Welcome to the3 Books To Knowseries, our idea is to help readers learn about fascinating topics through three essential and relevant books.
These carefully selected works can be fiction, non-fiction, historical documents or even biographies.
We will always select for you three great works to instigate your mind, this time the topic is:Classic Erotica.
– Lady Chatterley’s Lover by D H Lawrence
– Venus in Furs by Ritter von Leopold Sacher-Masoch
– Memoirs of a Woman of Pleasure by John Cleland Lady Chatterley’s Lover is a novel by English author D. H. Lawrence, first published privately in 1928 in Italy, and in 1929 in France and Australia. An unexpurgated edition was not published openly in the United Kingdom until 1960, when it was the subject of a watershed obscenity trial against the publisher Penguin Books.
Venus in Furs is a novella by the Austrian author Leopold von Sacher-Masoch, and the best known of his works. The novel was to be part of an epic series that Sacher-Masoch envisioned called Legacy of Cain. Venus in Furs was part of Love, the first volume of the series. It was published in 1870. The novel draws themes, like female dominance and sadomasochism, and character inspiration heavily from Sacher-Masoch’s own life.
Memoirs of a Woman of Pleasurepopularly known as Fanny Hill (an anglicisation of the Latin mons veneris, mound of Venus)is an erotic novel by English novelist John Cleland first published in London in 1748. Written while the author was in debtors’ prison in London, it is considered ‘the first original English prose pornography, and the first pornography to use the form of the novel’.
This is one of many books in the series 3 Books To Know. If you liked this book, look for the other titles in the series, we are sure you will like some of the topics
About the author
Leopold von Sacher-Masoch was born in Lemberg, Austrian Galicia, on January 27, 1836. He studied jurisprudence at Prague and Graz, and in 1857 became a teacher at the latter university. He published several historical works, but soon gave up his academic career to devote himself wholly to literature.
Leopold Ritter von Sacher-Masoch (27 January 1836 9 March 1895) was an Austrian nobleman, writer and journalist, who gained renown for his romantic stories of Galician life. The term masochism is derived from his name, invented by his contemporary, the Austrian psychiatrist Richard von Krafft-Ebing. Masoch did not consent to or approve of this use of his name.
John Cleland (24 September 1709 23 January 1789) was an English novelist best known as the author of Fanny Hill: or, the Memoirs of a Woman of Pleasure. James Boswell called him ‘a sly, old malcontent’. In 1748, Cleland was arrested for an £840 debt (equivalent to a purchasing power of about £100, 000 in 2005) and committed to Fleet Prison, where he remained for over a year.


● YOUR INSTRUCTIONS:
Write out the whole listing exactly.

☆ ☆ ☆ ☆

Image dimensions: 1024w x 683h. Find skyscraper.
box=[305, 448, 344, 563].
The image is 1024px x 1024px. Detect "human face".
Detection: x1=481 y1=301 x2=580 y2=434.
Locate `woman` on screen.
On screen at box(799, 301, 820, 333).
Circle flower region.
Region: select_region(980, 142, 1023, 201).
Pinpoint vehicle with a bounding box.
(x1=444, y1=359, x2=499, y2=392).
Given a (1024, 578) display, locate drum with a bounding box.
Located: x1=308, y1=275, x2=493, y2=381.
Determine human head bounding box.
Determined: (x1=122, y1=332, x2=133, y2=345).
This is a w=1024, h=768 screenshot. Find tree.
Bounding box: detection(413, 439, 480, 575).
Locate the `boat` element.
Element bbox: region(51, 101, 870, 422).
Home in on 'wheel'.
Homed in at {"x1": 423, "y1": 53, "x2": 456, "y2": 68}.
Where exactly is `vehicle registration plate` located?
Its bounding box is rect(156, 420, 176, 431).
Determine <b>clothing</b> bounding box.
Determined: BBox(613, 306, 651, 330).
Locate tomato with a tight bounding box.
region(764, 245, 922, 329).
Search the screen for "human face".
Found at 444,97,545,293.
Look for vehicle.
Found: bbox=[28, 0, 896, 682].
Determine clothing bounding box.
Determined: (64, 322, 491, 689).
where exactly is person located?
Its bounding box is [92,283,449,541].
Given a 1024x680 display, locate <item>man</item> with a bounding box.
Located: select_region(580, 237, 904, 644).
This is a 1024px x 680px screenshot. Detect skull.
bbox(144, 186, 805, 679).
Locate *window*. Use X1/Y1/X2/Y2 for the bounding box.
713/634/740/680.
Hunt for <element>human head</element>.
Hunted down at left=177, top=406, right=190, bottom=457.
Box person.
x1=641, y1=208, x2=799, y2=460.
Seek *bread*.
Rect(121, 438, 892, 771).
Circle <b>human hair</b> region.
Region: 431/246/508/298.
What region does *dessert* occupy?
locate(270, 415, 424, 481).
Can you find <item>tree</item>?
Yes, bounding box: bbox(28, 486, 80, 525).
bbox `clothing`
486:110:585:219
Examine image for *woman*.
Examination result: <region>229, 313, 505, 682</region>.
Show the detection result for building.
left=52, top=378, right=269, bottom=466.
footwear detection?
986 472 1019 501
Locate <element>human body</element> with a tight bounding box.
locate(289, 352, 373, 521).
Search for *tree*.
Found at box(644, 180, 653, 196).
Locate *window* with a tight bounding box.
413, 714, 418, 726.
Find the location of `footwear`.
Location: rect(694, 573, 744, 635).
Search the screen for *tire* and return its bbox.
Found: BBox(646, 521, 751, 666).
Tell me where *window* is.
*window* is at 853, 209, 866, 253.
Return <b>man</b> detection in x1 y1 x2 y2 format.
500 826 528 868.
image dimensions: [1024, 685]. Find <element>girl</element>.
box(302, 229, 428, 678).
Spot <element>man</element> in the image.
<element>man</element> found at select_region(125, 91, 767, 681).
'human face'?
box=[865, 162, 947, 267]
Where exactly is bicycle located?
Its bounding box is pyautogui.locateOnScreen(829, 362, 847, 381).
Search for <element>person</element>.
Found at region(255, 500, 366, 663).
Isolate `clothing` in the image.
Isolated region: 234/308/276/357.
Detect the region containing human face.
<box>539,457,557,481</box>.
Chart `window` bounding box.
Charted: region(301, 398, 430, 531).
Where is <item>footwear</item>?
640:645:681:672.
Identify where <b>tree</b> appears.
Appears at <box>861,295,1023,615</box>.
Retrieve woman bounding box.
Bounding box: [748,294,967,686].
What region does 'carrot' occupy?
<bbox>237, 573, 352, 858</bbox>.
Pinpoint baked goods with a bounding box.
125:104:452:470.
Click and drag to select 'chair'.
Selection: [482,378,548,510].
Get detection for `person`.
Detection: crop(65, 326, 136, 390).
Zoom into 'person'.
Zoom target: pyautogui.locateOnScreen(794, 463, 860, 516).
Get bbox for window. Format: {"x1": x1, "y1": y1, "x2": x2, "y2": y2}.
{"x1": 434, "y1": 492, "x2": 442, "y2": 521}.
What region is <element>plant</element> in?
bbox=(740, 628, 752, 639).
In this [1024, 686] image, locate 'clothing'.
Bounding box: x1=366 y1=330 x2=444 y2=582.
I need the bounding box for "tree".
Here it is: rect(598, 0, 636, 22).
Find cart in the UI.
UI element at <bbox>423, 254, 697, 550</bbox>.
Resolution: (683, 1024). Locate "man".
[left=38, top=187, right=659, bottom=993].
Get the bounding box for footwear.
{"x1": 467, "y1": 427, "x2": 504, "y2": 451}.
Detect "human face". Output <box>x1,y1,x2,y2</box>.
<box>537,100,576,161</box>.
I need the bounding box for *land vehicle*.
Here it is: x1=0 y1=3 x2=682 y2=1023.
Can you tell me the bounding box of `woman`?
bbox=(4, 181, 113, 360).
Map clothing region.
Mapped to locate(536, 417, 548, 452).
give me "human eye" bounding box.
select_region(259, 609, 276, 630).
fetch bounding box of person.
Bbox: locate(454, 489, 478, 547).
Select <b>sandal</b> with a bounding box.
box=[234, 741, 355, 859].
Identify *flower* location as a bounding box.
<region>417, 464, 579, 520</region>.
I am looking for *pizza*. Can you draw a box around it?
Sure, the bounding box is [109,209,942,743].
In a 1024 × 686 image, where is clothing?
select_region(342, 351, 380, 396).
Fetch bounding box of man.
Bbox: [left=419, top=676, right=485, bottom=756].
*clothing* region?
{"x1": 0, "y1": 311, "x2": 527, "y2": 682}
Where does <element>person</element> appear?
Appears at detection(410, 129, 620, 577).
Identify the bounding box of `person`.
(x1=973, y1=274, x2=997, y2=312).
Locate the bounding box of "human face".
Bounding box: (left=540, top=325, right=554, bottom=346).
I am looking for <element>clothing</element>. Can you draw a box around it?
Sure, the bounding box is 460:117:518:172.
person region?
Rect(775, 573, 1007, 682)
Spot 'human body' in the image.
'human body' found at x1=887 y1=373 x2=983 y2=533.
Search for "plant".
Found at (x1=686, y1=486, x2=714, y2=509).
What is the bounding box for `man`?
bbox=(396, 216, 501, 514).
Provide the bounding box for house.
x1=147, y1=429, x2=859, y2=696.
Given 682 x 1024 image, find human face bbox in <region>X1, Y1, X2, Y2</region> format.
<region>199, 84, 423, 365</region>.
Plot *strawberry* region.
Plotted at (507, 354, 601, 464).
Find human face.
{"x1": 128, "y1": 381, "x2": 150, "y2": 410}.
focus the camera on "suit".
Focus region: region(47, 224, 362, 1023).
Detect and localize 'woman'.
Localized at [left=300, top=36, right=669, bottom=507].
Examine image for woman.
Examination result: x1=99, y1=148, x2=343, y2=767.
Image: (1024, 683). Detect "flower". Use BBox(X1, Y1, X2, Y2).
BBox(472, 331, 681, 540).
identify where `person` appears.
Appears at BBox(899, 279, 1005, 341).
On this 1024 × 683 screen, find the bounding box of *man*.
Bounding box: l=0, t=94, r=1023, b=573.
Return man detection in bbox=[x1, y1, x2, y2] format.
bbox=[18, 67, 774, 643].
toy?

☆ ☆ ☆ ☆

● SOLUTION:
Image dimensions: 1024w x 683h. Find skyscraper.
box=[305, 448, 344, 563].
The image is 1024px x 1024px. Detect "human face".
Detection: x1=481 y1=301 x2=580 y2=434.
Locate `woman` on screen.
On screen at box(799, 301, 820, 333).
Circle flower region.
Region: select_region(980, 142, 1023, 201).
Pinpoint vehicle with a bounding box.
(x1=444, y1=359, x2=499, y2=392).
Given a (1024, 578) display, locate drum with a bounding box.
Located: x1=308, y1=275, x2=493, y2=381.
Determine human head bounding box.
Determined: (x1=122, y1=332, x2=133, y2=345).
This is a w=1024, h=768 screenshot. Find tree.
Bounding box: detection(413, 439, 480, 575).
Locate the `boat` element.
Element bbox: region(51, 101, 870, 422).
Home in on 'wheel'.
Homed in at {"x1": 423, "y1": 53, "x2": 456, "y2": 68}.
Where exactly is `vehicle registration plate` located?
Its bounding box is rect(156, 420, 176, 431).
Determine <b>clothing</b> bounding box.
Determined: BBox(613, 306, 651, 330).
Locate tomato with a tight bounding box.
region(764, 245, 922, 329).
Search the screen for "human face".
Found at 444,97,545,293.
Look for vehicle.
Found: bbox=[28, 0, 896, 682].
Determine clothing bounding box.
Determined: (64, 322, 491, 689).
where exactly is person located?
Its bounding box is [92,283,449,541].
Given a 1024x680 display, locate <item>man</item> with a bounding box.
Located: select_region(580, 237, 904, 644).
This is a 1024px x 680px screenshot. Detect skull.
bbox(144, 186, 805, 679).
Locate *window*. Use X1/Y1/X2/Y2 for the bounding box.
713/634/740/680.
Hunt for <element>human head</element>.
Hunted down at left=177, top=406, right=190, bottom=457.
Box person.
x1=641, y1=208, x2=799, y2=460.
Seek *bread*.
Rect(121, 438, 892, 771).
Circle <b>human hair</b> region.
Region: 431/246/508/298.
What region does *dessert* occupy?
locate(270, 415, 424, 481).
Can you find <item>tree</item>?
Yes, bounding box: bbox(28, 486, 80, 525).
bbox `clothing`
486:110:585:219
Examine image for *woman*.
Examination result: <region>229, 313, 505, 682</region>.
Show the detection result for building.
left=52, top=378, right=269, bottom=466.
footwear detection?
986 472 1019 501
Locate <element>human body</element> with a tight bounding box.
locate(289, 352, 373, 521).
Search for *tree*.
Found at box(644, 180, 653, 196).
Locate *window* with a tight bounding box.
413, 714, 418, 726.
Find the location of `footwear`.
Location: rect(694, 573, 744, 635).
Search the screen for *tire* and return its bbox.
Found: BBox(646, 521, 751, 666).
Tell me where *window* is.
*window* is at 853, 209, 866, 253.
Return <b>man</b> detection in x1 y1 x2 y2 format.
500 826 528 868.
image dimensions: [1024, 685]. Find <element>girl</element>.
box(302, 229, 428, 678).
Spot <element>man</element> in the image.
<element>man</element> found at select_region(125, 91, 767, 681).
'human face'?
box=[865, 162, 947, 267]
Where exactly is bicycle located?
Its bounding box is pyautogui.locateOnScreen(829, 362, 847, 381).
Search for <element>person</element>.
Found at region(255, 500, 366, 663).
Isolate `clothing` in the image.
Isolated region: 234/308/276/357.
Detect the region containing human face.
<box>539,457,557,481</box>.
Chart `window` bounding box.
Charted: region(301, 398, 430, 531).
Where is <item>footwear</item>?
640:645:681:672.
Identify where <b>tree</b> appears.
Appears at <box>861,295,1023,615</box>.
Retrieve woman bounding box.
Bounding box: [748,294,967,686].
What region does 'carrot' occupy?
<bbox>237, 573, 352, 858</bbox>.
Pinpoint baked goods with a bounding box.
125:104:452:470.
Click and drag to select 'chair'.
Selection: [482,378,548,510].
Get detection for `person`.
Detection: crop(65, 326, 136, 390).
Zoom into 'person'.
Zoom target: pyautogui.locateOnScreen(794, 463, 860, 516).
Get bbox for window. Format: {"x1": x1, "y1": y1, "x2": x2, "y2": y2}.
{"x1": 434, "y1": 492, "x2": 442, "y2": 521}.
What region is <element>plant</element> in?
bbox=(740, 628, 752, 639).
In this [1024, 686] image, locate 'clothing'.
Bounding box: x1=366 y1=330 x2=444 y2=582.
I need the bounding box for "tree".
Here it is: rect(598, 0, 636, 22).
Find cart in the UI.
UI element at <bbox>423, 254, 697, 550</bbox>.
Resolution: (683, 1024). Locate "man".
[left=38, top=187, right=659, bottom=993].
Get the bounding box for footwear.
{"x1": 467, "y1": 427, "x2": 504, "y2": 451}.
Detect "human face". Output <box>x1,y1,x2,y2</box>.
<box>537,100,576,161</box>.
I need the bounding box for *land vehicle*.
Here it is: x1=0 y1=3 x2=682 y2=1023.
Can you tell me the bounding box of `woman`?
bbox=(4, 181, 113, 360).
Map clothing region.
Mapped to locate(536, 417, 548, 452).
give me "human eye" bounding box.
select_region(259, 609, 276, 630).
fetch bounding box of person.
Bbox: locate(454, 489, 478, 547).
Select <b>sandal</b> with a bounding box.
box=[234, 741, 355, 859].
Identify *flower* location as a bounding box.
<region>417, 464, 579, 520</region>.
I am looking for *pizza*. Can you draw a box around it?
Sure, the bounding box is [109,209,942,743].
In a 1024 × 686 image, where is clothing?
select_region(342, 351, 380, 396).
Fetch bounding box of man.
Bbox: [left=419, top=676, right=485, bottom=756].
*clothing* region?
{"x1": 0, "y1": 311, "x2": 527, "y2": 682}
Where does <element>person</element> appear?
Appears at detection(410, 129, 620, 577).
Identify the bounding box of `person`.
(x1=973, y1=274, x2=997, y2=312).
Locate the bounding box of "human face".
Bounding box: (left=540, top=325, right=554, bottom=346).
I am looking for <element>clothing</element>. Can you draw a box around it?
Sure, the bounding box is 460:117:518:172.
person region?
Rect(775, 573, 1007, 682)
Spot 'human body' in the image.
'human body' found at x1=887 y1=373 x2=983 y2=533.
Search for "plant".
Found at (x1=686, y1=486, x2=714, y2=509).
What is the bounding box for `man`?
bbox=(396, 216, 501, 514).
Provide the bounding box for house.
x1=147, y1=429, x2=859, y2=696.
Given 682 x 1024 image, find human face bbox in <region>X1, Y1, X2, Y2</region> format.
<region>199, 84, 423, 365</region>.
Plot *strawberry* region.
Plotted at (507, 354, 601, 464).
Find human face.
{"x1": 128, "y1": 381, "x2": 150, "y2": 410}.
focus the camera on "suit".
Focus region: region(47, 224, 362, 1023).
Detect and localize 'woman'.
Localized at [left=300, top=36, right=669, bottom=507].
Examine image for woman.
Examination result: x1=99, y1=148, x2=343, y2=767.
Image: (1024, 683). Detect "flower". Use BBox(X1, Y1, X2, Y2).
BBox(472, 331, 681, 540).
identify where `person` appears.
Appears at BBox(899, 279, 1005, 341).
On this 1024 × 683 screen, find the bounding box of *man*.
Bounding box: l=0, t=94, r=1023, b=573.
Return man detection in bbox=[x1, y1, x2, y2] format.
bbox=[18, 67, 774, 643].
toy?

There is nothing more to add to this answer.